→ YOUR GOAL
Return, unaltered, every line from the beginning of the material below up to and including the one with "Image resolution: width=1337".
DATASET ENTRIES Block Start
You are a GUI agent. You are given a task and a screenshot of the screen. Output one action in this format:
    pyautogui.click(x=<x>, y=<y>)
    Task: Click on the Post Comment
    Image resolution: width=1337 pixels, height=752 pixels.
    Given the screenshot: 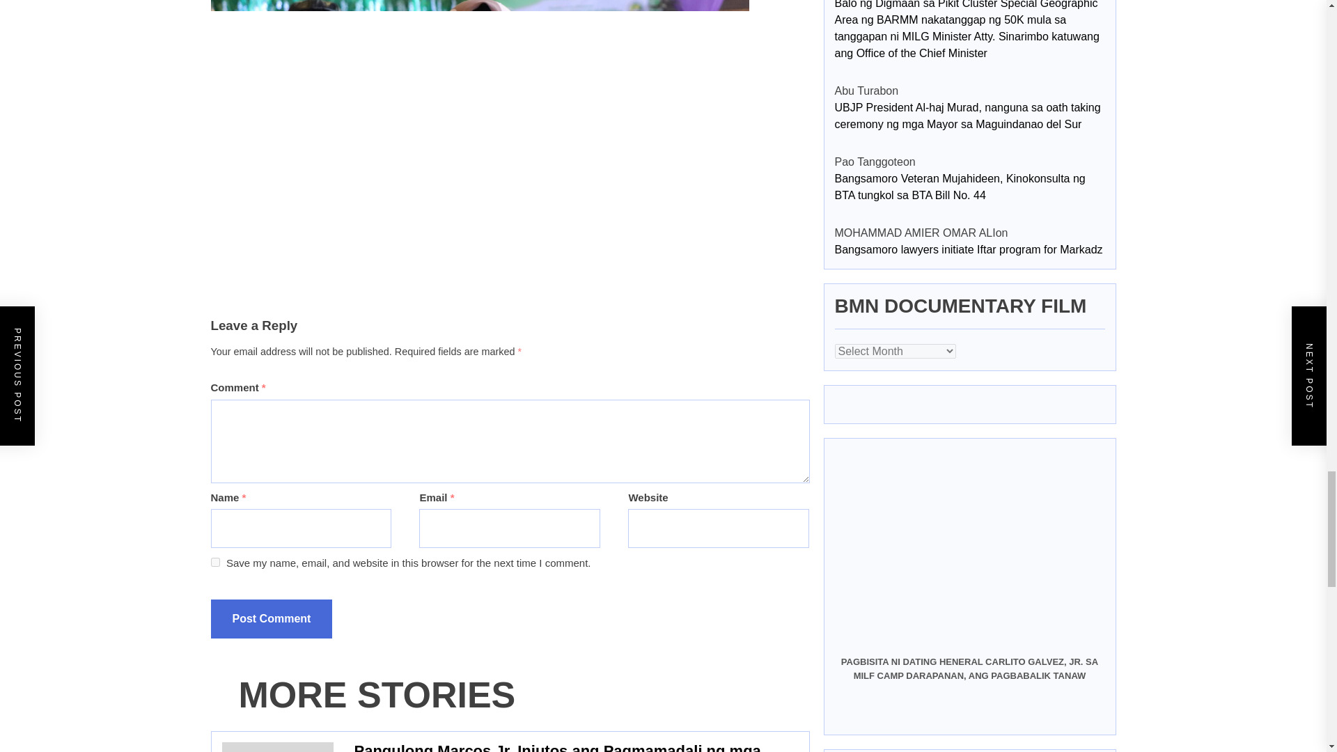 What is the action you would take?
    pyautogui.click(x=270, y=618)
DATASET ENTRIES Block End
→ RESPONSE FOR THIS EXERCISE
You are a GUI agent. You are given a task and a screenshot of the screen. Output one action in this format:
    pyautogui.click(x=<x>, y=<y>)
    Task: Click on the Post Comment
    Image resolution: width=1337 pixels, height=752 pixels.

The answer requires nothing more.